In a recent decision, Madam Justice Ellen MacDonald refused to permit a defence expert to give opinion evidence at trial. After reviewing a series of email messages that had been exchanged between the expert and certain of the defendants and after conducting a voir dire, she concluded that the expert’s “role as an independent expert was very much secondary to the role of ‘someone who is trying to their best for their client to counter the other side'” and refused to allow the expert’s opinion into evidence.
The case is Alfano v. Piersanti. An earlier ruling, in which Her Honour had ordered the production of the email messages, can be found here.
The expert in question, Ronald Anson-Cartwright, was retained by some of the defendants to assist with some financial and accounting issues. On the voir dire before Justice MacDonald, it emerged that in his report, Mr. Anson-Cartwright had “based his analysis of the defence position on the theories advanced by Mr. Piersanti [a defendant]. In his closing submissions on the voir dire, Mr. Diamond [counsel for the plaintiffs] stated that the two reports ‘are replete on every page with not only findings of fact, findings of credibility, but conclusions as to what the evidence is literally and what legal conclusions should be, not just factual conclusions’.” Her Honour seems to have accepted this submission, as she found that Mr. Anson-Cartwright was “disqualified as an expert in this case”.
Her Honour cited various cases as authority for the role of the trial judge as “gatekeeper” when it comes to expert evidence.
To the extent that there really is a requirement for experts to be impartial (as to which, see our comments at the end of this post), we think that Justice MacDonald’s analysis is sound. However, we are somewhat concerned about fhe factual underpinnings of the decision. Unfortunately, not much detail is given in the reasons as to just what was so objectionable about the correspondence exchanaged between the expert and the defendants. What appears to have troubled the judge the most was the expert’s reliance on theories that had been given to him by the one of the defendants. Justice MacDonald observed that as a result, Mr. Anson-Cartwright “did not complete independent verification of key issues in accordance with the standards that are expected of an expert”.
We would have thought that shortcomings in the factual investigation done by the expert would more properly be the subject of cross-examination at trial. Or, if the case were one in which the expert had been asked to render an opinion based on a hypothetical set of assumptions, then cross-examination would presumably have demonstrated that the assumptions could not be proved. It will often be the case that, to some extent, the expert has been given an incomplete and perhaps even a slanted version of the facts. We would not expect this factor alone to disqualify him or her, at least not on grounds of lacking impartiality. How much the facts relied on by this expert were coloured by their source is difficult to determine from the decision, since the reasons contain no examples or excerpts from the email messages.
However, Justice MacDonald clearly did also think that the expert had become an advocate for the defendant who had retained him. Again, it would have been helpful to have some examples showing how this partisanship had manifested itself here, so that the practicins bar might better be able to judge what is kosher and what is not.
The extent to which an expert must be impartial in order to be able to give opinion evidence is, we think, not so clear as this decision would suggest. Four years ago, in Tri-Co v. Paterson, one of us was before the Court of Appeal, arguing that the plaintiff’s principal witness at trial (the plaintiff’s accountant) ought not to have been permitted to give evidence as a lay witness and that he could not have been qualified as an expert because he was not impartial. The Court of Appeal pooh-poohed this argument. (Actually, it agreed with the first submission but not the second.) The Court said in that case:
While there may be limited circumstances in which an otherwise qualified expert would not be permitted to give expert evidence because of lack of neutrality (rather than have the weight given to their evidence diminished), in our view, this is not such a case. Mr. Simpson’s long association with the respondent made him the ideal person to give the fact evidence that formed the underpinning of the lost profits calculation. To the extent that Mr. Simpson’s evidence may have crossed the line into opinion, it did not duplicate the evidence of other witnesses and the trial judge took account of its frailties in assessing its weight. In the circumstances, we are not persuaded that admitting Mr. Simpson’s opinion evidence amounted to reversible error. [Emphasis added]
In the course of argument, the panel questioned whether it was really true, as suggested by Bank of Montral v. Citak and several other trial level decisions, that it is imperative that an expert be impartial. One member of the panel gave the example of police officers testifying at criminal trials arising out of motor vehicle accidents. There is no suggestion, said the justice, that the officers are impartial, but they are not prevented from giving expert testimony on that basis.
So, we await with interest the Court of Appeal’s view of the “limited circumstances” in which the permissible limits of partiality are exceeded by an expert witness. For the time being, we are uncertain as to what those limits might be.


» **Problem to solve**
Copy out all lines of the material below in which "labels" occurs.

» **Given records**
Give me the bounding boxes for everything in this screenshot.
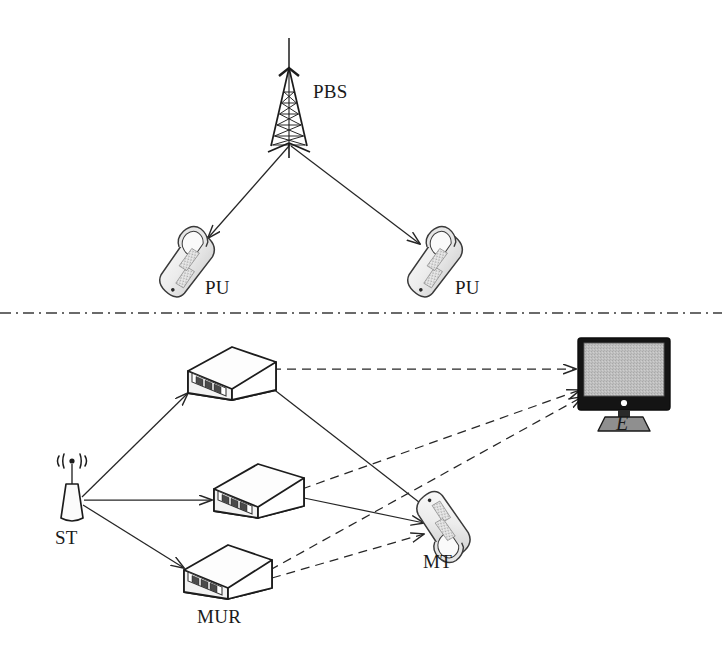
label-eavesdropper: E — [616, 412, 629, 435]
label-pbs: PBS — [313, 81, 348, 103]
tower-icon — [268, 38, 310, 158]
relay-box-icon-bottom — [184, 545, 272, 599]
antenna-icon-st — [58, 454, 87, 521]
label-pu-right: PU — [455, 277, 480, 299]
edge-relay-bot-to-mt — [272, 534, 424, 578]
network-diagram-figure: PBS PU PU ST MUR MT E — [0, 0, 722, 664]
edge-st-to-relay-top — [82, 393, 188, 497]
relay-box-icon-middle — [214, 464, 304, 518]
label-mur: MUR — [197, 606, 241, 628]
edge-pbs-to-pu-left — [208, 146, 289, 238]
edge-st-to-relay-bot — [83, 505, 184, 568]
edge-group-primary — [208, 146, 420, 244]
label-pu-left: PU — [205, 277, 230, 299]
relay-box-icon-top — [188, 347, 276, 400]
edge-relay-mid-to-eve — [302, 390, 580, 489]
edge-group-relays-eve — [270, 369, 582, 570]
label-st: ST — [55, 527, 78, 549]
edge-relay-mid-to-mt — [304, 498, 424, 523]
label-mt: MT — [423, 551, 452, 573]
edge-pbs-to-pu-right — [291, 146, 420, 244]
edge-group-st-relays — [82, 393, 212, 568]
diagram-canvas — [0, 0, 722, 664]
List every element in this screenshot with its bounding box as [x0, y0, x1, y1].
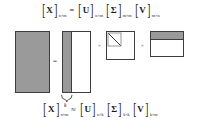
- bracket-right-icon: ]: [54, 5, 57, 16]
- equation-bottom-term-v: [ V ] k×m: [132, 104, 158, 115]
- svd-figure: [ X ] n×m = [ U ] n×m [ Σ ] m×m [ V ] m×…: [0, 0, 200, 131]
- matrix-symbol-sigma: Σ: [111, 104, 117, 115]
- bracket-right-icon: ]: [56, 104, 59, 115]
- matrix-subscript-u: n×k: [97, 112, 103, 117]
- bracket-right-icon: ]: [145, 104, 148, 115]
- equation-bottom-term-u: [ U ] n×k: [79, 104, 104, 115]
- matrix-subscript-v: m×n: [152, 13, 160, 18]
- times-operator-1: ×: [98, 43, 101, 48]
- bracket-left-icon: [: [106, 5, 109, 16]
- equation-top-term-x: [ X ] n×m: [41, 5, 67, 16]
- matrix-symbol-sigma: Σ: [111, 5, 117, 16]
- bracket-left-icon: [: [78, 5, 81, 16]
- equation-top: [ X ] n×m = [ U ] n×m [ Σ ] m×m [ V ] m×…: [0, 5, 200, 16]
- matrix-symbol-u: U: [83, 5, 90, 16]
- matrix-block-v-rank-strip: [151, 32, 183, 40]
- matrix-block-u: [62, 31, 91, 93]
- bracket-right-icon: ]: [118, 104, 121, 115]
- equals-operator: =: [53, 59, 57, 64]
- times-operator-2: ×: [141, 43, 144, 48]
- bracket-left-icon: [: [44, 104, 47, 115]
- matrix-symbol-x: X: [48, 104, 55, 115]
- bracket-left-icon: [: [135, 5, 138, 16]
- sigma-diagonal-icon: [107, 32, 136, 61]
- bracket-left-icon: [: [42, 5, 45, 16]
- equation-top-relation: =: [69, 5, 74, 16]
- matrix-symbol-v: V: [139, 5, 146, 16]
- bracket-right-icon: ]: [118, 5, 121, 16]
- matrix-subscript-x: n×m: [61, 112, 69, 117]
- equation-top-term-sigma: [ Σ ] m×m: [105, 5, 132, 16]
- equation-top-term-v: [ V ] m×n: [134, 5, 160, 16]
- matrix-block-row: = × × k: [0, 29, 200, 99]
- bracket-right-icon: ]: [90, 5, 93, 16]
- equation-bottom-term-x: [ X ] n×m: [42, 104, 68, 115]
- equation-bottom-relation: ≈: [71, 104, 75, 115]
- equation-top-term-u: [ U ] n×m: [77, 5, 103, 16]
- matrix-subscript-sigma: m×m: [123, 13, 132, 18]
- equation-bottom: [ X ] n×m ≈ [ U ] n×k [ Σ ] k×k [ V ] k×…: [0, 104, 200, 115]
- bracket-left-icon: [: [133, 104, 136, 115]
- matrix-subscript-u: n×m: [95, 13, 103, 18]
- equation-bottom-term-sigma: [ Σ ] k×k: [106, 104, 130, 115]
- matrix-block-u-rank-strip: [63, 32, 72, 92]
- bracket-left-icon: [: [80, 104, 83, 115]
- matrix-subscript-x: n×m: [59, 13, 67, 18]
- bracket-left-icon: [: [107, 104, 110, 115]
- matrix-subscript-sigma: k×k: [123, 112, 129, 117]
- matrix-block-v: [150, 31, 184, 57]
- matrix-subscript-v: k×m: [150, 112, 158, 117]
- matrix-symbol-u: U: [84, 104, 91, 115]
- bracket-right-icon: ]: [92, 104, 95, 115]
- bracket-right-icon: ]: [147, 5, 150, 16]
- matrix-block-x: [15, 31, 50, 93]
- matrix-block-sigma: [106, 31, 135, 60]
- matrix-symbol-x: X: [46, 5, 53, 16]
- matrix-symbol-v: V: [137, 104, 144, 115]
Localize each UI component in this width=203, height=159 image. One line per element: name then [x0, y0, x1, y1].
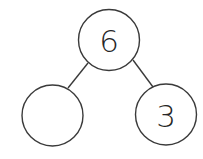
whole-label: 6 — [99, 23, 119, 59]
left-part-node[interactable] — [22, 85, 83, 146]
left-part-circle[interactable] — [22, 85, 83, 146]
right-part-node: 3 — [136, 84, 197, 145]
edge-whole-to-left-part — [68, 63, 88, 88]
number-bond-diagram: 6 3 — [0, 0, 203, 159]
whole-node: 6 — [79, 10, 140, 71]
edge-whole-to-right-part — [133, 60, 153, 87]
right-part-label: 3 — [156, 98, 176, 134]
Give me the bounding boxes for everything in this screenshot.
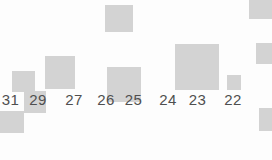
timeline-strip: 3129272625242322 xyxy=(0,0,272,160)
day-label-25: 25 xyxy=(125,92,143,107)
day-label-27: 27 xyxy=(65,92,83,107)
day-label-31: 31 xyxy=(2,92,20,107)
date-labels-row: 3129272625242322 xyxy=(0,0,272,160)
day-label-23: 23 xyxy=(189,92,207,107)
day-label-22: 22 xyxy=(224,92,242,107)
day-label-29: 29 xyxy=(29,92,47,107)
day-label-24: 24 xyxy=(159,92,177,107)
day-label-26: 26 xyxy=(97,92,115,107)
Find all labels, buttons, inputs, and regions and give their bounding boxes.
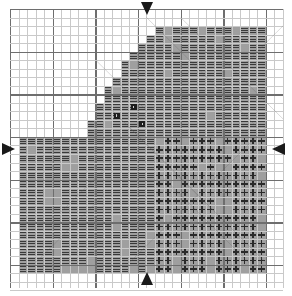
grid-line-horizontal xyxy=(10,86,283,87)
grid-line-horizontal xyxy=(10,69,283,70)
grid-line-horizontal xyxy=(10,18,283,19)
grid-line-horizontal xyxy=(10,197,283,198)
grid-line-horizontal xyxy=(10,231,283,232)
grid-line-horizontal xyxy=(10,214,283,215)
grid-line-horizontal xyxy=(10,171,283,172)
grid-line-horizontal xyxy=(10,26,283,27)
grid-line-horizontal xyxy=(10,120,283,121)
grid-line-horizontal xyxy=(10,290,283,291)
pattern-grid[interactable] xyxy=(10,9,283,288)
grid-line-horizontal xyxy=(10,43,283,44)
grid-line-major-horizontal xyxy=(10,265,283,266)
grid-line-horizontal xyxy=(10,239,283,240)
grid-lines-layer xyxy=(10,9,283,288)
grid-line-horizontal xyxy=(10,248,283,249)
grid-line-horizontal xyxy=(10,111,283,112)
grid-line-horizontal xyxy=(10,145,283,146)
cross-stitch-chart: Cross-stitch pattern chart xyxy=(0,0,292,296)
grid-line-major-horizontal xyxy=(10,180,283,181)
grid-line-major-horizontal xyxy=(10,222,283,223)
grid-line-horizontal xyxy=(10,256,283,257)
grid-line-horizontal xyxy=(10,103,283,104)
grid-line-horizontal xyxy=(10,77,283,78)
grid-line-horizontal xyxy=(10,154,283,155)
grid-line-horizontal xyxy=(10,163,283,164)
grid-line-horizontal xyxy=(10,205,283,206)
grid-line-horizontal xyxy=(10,35,283,36)
grid-line-horizontal xyxy=(10,60,283,61)
grid-line-major-horizontal xyxy=(10,52,283,53)
grid-line-horizontal xyxy=(10,188,283,189)
grid-line-horizontal xyxy=(10,128,283,129)
grid-line-major-horizontal xyxy=(10,137,283,138)
grid-line-major-horizontal xyxy=(10,94,283,95)
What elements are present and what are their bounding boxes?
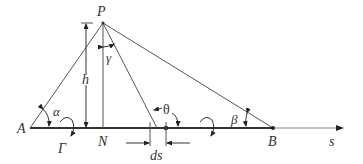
label-p: P <box>96 4 106 19</box>
label-s: s <box>329 134 335 149</box>
label-a: A <box>16 121 26 136</box>
label-b: B <box>268 134 277 149</box>
theta-arc <box>172 113 178 126</box>
label-beta: β <box>230 112 238 127</box>
circulation-arrow-right <box>200 117 214 136</box>
beta-arc <box>246 113 247 126</box>
line-p-ds <box>103 23 157 128</box>
label-theta: θ <box>163 102 170 117</box>
label-n: N <box>97 134 108 149</box>
label-ds: ds <box>150 148 163 163</box>
point-b <box>271 126 275 130</box>
line-pb <box>103 23 273 128</box>
point-p <box>102 22 105 25</box>
vortex-diagram: P A B N h α β γ θ Γ ds s <box>0 0 363 164</box>
label-h: h <box>82 72 89 87</box>
line-pa <box>30 23 103 128</box>
alpha-arc <box>43 109 49 126</box>
gamma-arc <box>103 44 114 47</box>
circulation-arrow-left <box>60 117 74 136</box>
label-gamma: γ <box>106 50 112 65</box>
theta-arrow-to-line <box>154 108 162 110</box>
label-circulation: Γ <box>57 141 67 156</box>
label-alpha: α <box>53 104 61 119</box>
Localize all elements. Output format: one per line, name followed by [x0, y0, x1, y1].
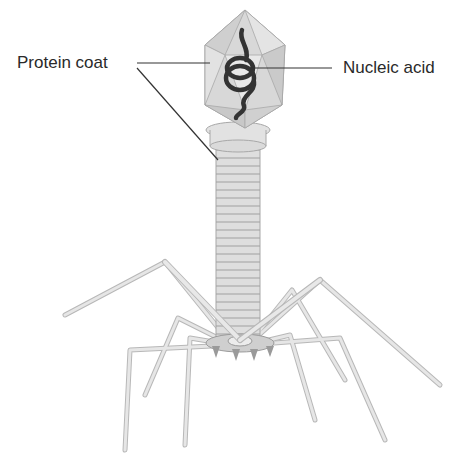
tail-sheath [206, 122, 270, 340]
nucleic-acid-label: Nucleic acid [343, 59, 435, 76]
protein-coat-label: Protein coat [17, 54, 108, 71]
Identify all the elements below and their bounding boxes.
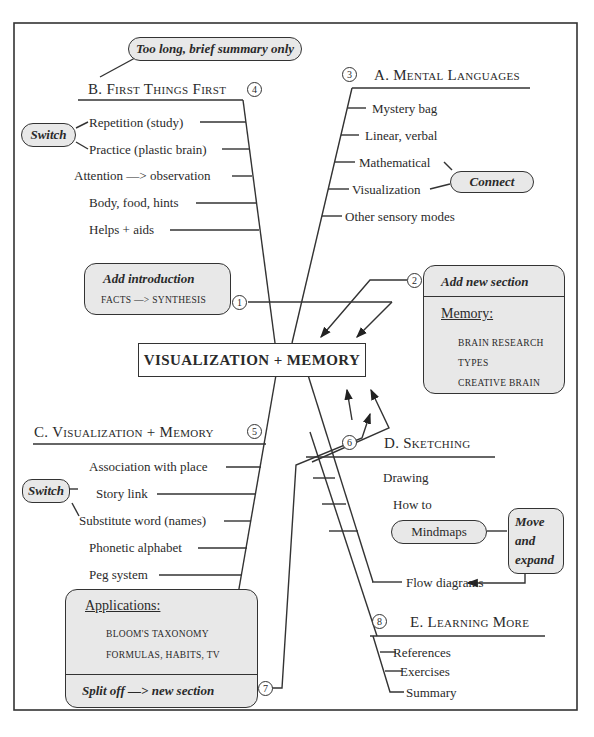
section-e-title: E. Learning More: [410, 615, 529, 630]
marker-3: 3: [342, 67, 357, 82]
add-introduction-body: FACTS —> SYNTHESIS: [101, 293, 206, 308]
note-add-introduction[interactable]: Add introduction FACTS —> SYNTHESIS: [84, 263, 231, 315]
section-a-item: Mathematical: [359, 155, 430, 170]
section-b-item: Body, food, hints: [89, 195, 178, 210]
section-a-item: Linear, verbal: [365, 128, 437, 143]
section-d-item: How to: [393, 497, 432, 512]
add-section-item: BRAIN RESEARCH: [458, 336, 544, 351]
section-c-item: Substitute word (names): [79, 513, 206, 528]
divider: [66, 674, 257, 675]
note-move-and-expand[interactable]: Move and expand: [508, 508, 564, 574]
note-too-long-summary[interactable]: Too long, brief summary only: [128, 37, 302, 61]
move-expand-line: and: [515, 533, 535, 548]
section-c-item: Phonetic alphabet: [89, 540, 182, 555]
note-switch-b[interactable]: Switch: [21, 123, 76, 147]
marker-8: 8: [372, 614, 387, 629]
move-expand-line: expand: [515, 552, 554, 567]
section-b-title: B. First Things First: [88, 82, 226, 97]
section-d-item: Flow diagrams: [406, 575, 484, 590]
note-add-new-section[interactable]: Add new section Memory: BRAIN RESEARCH T…: [423, 265, 565, 394]
section-c-item: Association with place: [89, 459, 207, 474]
divider: [424, 296, 564, 297]
central-topic[interactable]: VISUALIZATION + MEMORY: [138, 343, 366, 377]
section-a-title: A. Mental Languages: [374, 68, 520, 83]
note-switch-c[interactable]: Switch: [22, 479, 70, 503]
section-e-item: Summary: [406, 685, 457, 700]
section-b-item: Practice (plastic brain): [89, 142, 207, 157]
section-b-item: Helps + aids: [89, 222, 154, 237]
add-section-item: TYPES: [458, 356, 489, 371]
marker-7: 7: [258, 681, 273, 696]
marker-1: 1: [232, 295, 247, 310]
add-section-heading: Memory:: [441, 306, 493, 321]
add-section-item: CREATIVE BRAIN: [458, 376, 540, 391]
section-b-item: Attention —> observation: [74, 168, 211, 183]
split-off-label: Split off —> new section: [82, 683, 214, 698]
marker-4: 4: [247, 82, 262, 97]
note-connect[interactable]: Connect: [450, 171, 534, 193]
marker-5: 5: [247, 424, 262, 439]
section-c-title: C. Visualization + Memory: [34, 425, 214, 440]
section-c-item: Story link: [96, 486, 148, 501]
add-introduction-title: Add introduction: [103, 271, 194, 286]
section-d-item: Drawing: [383, 470, 429, 485]
applications-item: FORMULAS, HABITS, TV: [106, 648, 220, 663]
move-expand-line: Move: [515, 514, 545, 529]
note-applications[interactable]: Applications: BLOOM'S TAXONOMY FORMULAS,…: [65, 589, 258, 708]
section-a-item: Other sensory modes: [345, 209, 455, 224]
add-section-title: Add new section: [441, 274, 528, 289]
section-a-item: Visualization: [352, 182, 421, 197]
applications-item: BLOOM'S TAXONOMY: [106, 627, 209, 642]
applications-heading: Applications:: [85, 598, 160, 613]
section-d-title: D. Sketching: [384, 436, 471, 451]
section-e-item: Exercises: [400, 664, 450, 679]
note-mindmaps[interactable]: Mindmaps: [391, 520, 487, 544]
marker-2: 2: [407, 273, 422, 288]
section-a-item: Mystery bag: [372, 101, 437, 116]
marker-6: 6: [342, 435, 357, 450]
section-b-item: Repetition (study): [89, 115, 183, 130]
section-e-item: References: [393, 645, 451, 660]
section-c-item: Peg system: [89, 567, 148, 582]
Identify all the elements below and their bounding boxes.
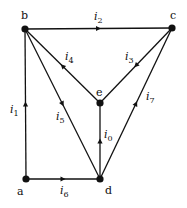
arrowhead-icon [97,139,102,144]
edge-label-i4: i4 [65,50,74,65]
node-label-d: d [105,184,112,197]
node-a [22,175,29,182]
arrowhead-icon [23,102,28,107]
edge-label-i5: i5 [56,110,65,125]
edge-i4 [25,29,100,103]
node-label-a: a [17,185,24,198]
node-d [96,175,103,182]
arrowhead-icon [96,26,101,31]
edge-label-i7: i7 [146,90,155,105]
graph-canvas: i0i1i2i3i4i5i6i7abcde [0,0,187,208]
node-c [168,24,175,31]
edge-label-i1: i1 [10,103,19,118]
edge-i1 [23,29,28,179]
edge-i0 [97,103,102,179]
edge-label-i6: i6 [60,184,69,199]
node-b [21,25,28,32]
edge-i2 [25,26,172,31]
node-label-b: b [21,9,28,22]
edge-i6 [26,176,100,181]
labels-layer: i0i1i2i3i4i5i6i7abcde [10,9,176,199]
edge-label-i0: i0 [104,128,113,143]
edge-i7 [100,28,172,179]
node-e [96,99,103,106]
arrowhead-icon [61,176,66,181]
edge-label-i3: i3 [125,50,134,65]
node-label-e: e [96,86,103,99]
circuit-graph-diagram: i0i1i2i3i4i5i6i7abcde [0,0,187,208]
edge-label-i2: i2 [94,10,103,25]
node-label-c: c [170,9,176,22]
edge-i3 [100,28,172,103]
edge-i5 [25,29,100,179]
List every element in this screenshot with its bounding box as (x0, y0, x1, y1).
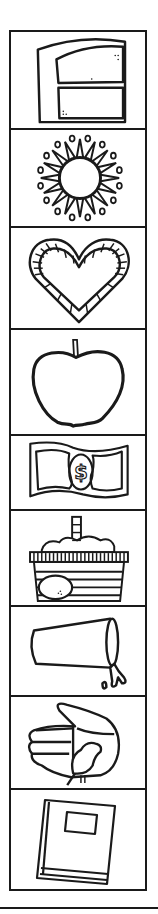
sun-dot (38, 183, 43, 189)
picture-cell-basket: basket (11, 511, 145, 607)
picture-strip: door sun heart (9, 30, 147, 891)
dollar-sign-glyph: $ (74, 461, 88, 484)
sun-ray (99, 175, 119, 182)
apple-icon (11, 330, 145, 434)
sun-dot (55, 208, 60, 214)
picture-cell-apple: apple (11, 330, 145, 436)
sun-dot (117, 167, 122, 173)
sun-ray (77, 139, 84, 159)
sun-dot (70, 214, 75, 220)
picture-cell-book: book (11, 790, 145, 889)
picture-cell-cup: cup (11, 607, 145, 697)
sun-dot (111, 153, 116, 159)
sun-dot (100, 142, 105, 148)
dollar-bill-icon: $ (11, 436, 145, 509)
sun-dot (38, 167, 43, 173)
hand-with-bird-icon (11, 697, 145, 788)
basket-icon (11, 511, 145, 605)
picture-cell-hand: hand (11, 697, 145, 790)
picture-cell-heart: heart (11, 228, 145, 330)
sun-dot (100, 208, 105, 214)
sun-dot (117, 183, 122, 189)
sun-dot (111, 197, 116, 203)
sun-dot (44, 153, 49, 159)
sun-dot (85, 136, 90, 142)
picture-cell-money: money $ (11, 436, 145, 511)
door-icon (11, 32, 145, 128)
sun-dot (85, 214, 90, 220)
spilled-cup-icon (11, 607, 145, 695)
page-bottom-rule (0, 907, 158, 909)
sun-dot (70, 136, 75, 142)
picture-cell-door: door (11, 32, 145, 130)
picture-cell-sun: sun (11, 130, 145, 228)
heart-icon (11, 228, 145, 328)
sun-dot (44, 197, 49, 203)
sun-ray (77, 197, 84, 217)
book-icon (11, 790, 145, 889)
sun-ray (41, 175, 61, 182)
sun-dot (55, 142, 60, 148)
sun-icon (11, 130, 145, 226)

» **The answer**
date-labels-row: 3129272625242322 xyxy=(0,0,272,160)
Find all labels, buttons, inputs, and regions and give their bounding boxes.
labels-layer: i0i1i2i3i4i5i6i7abcde [10,9,176,199]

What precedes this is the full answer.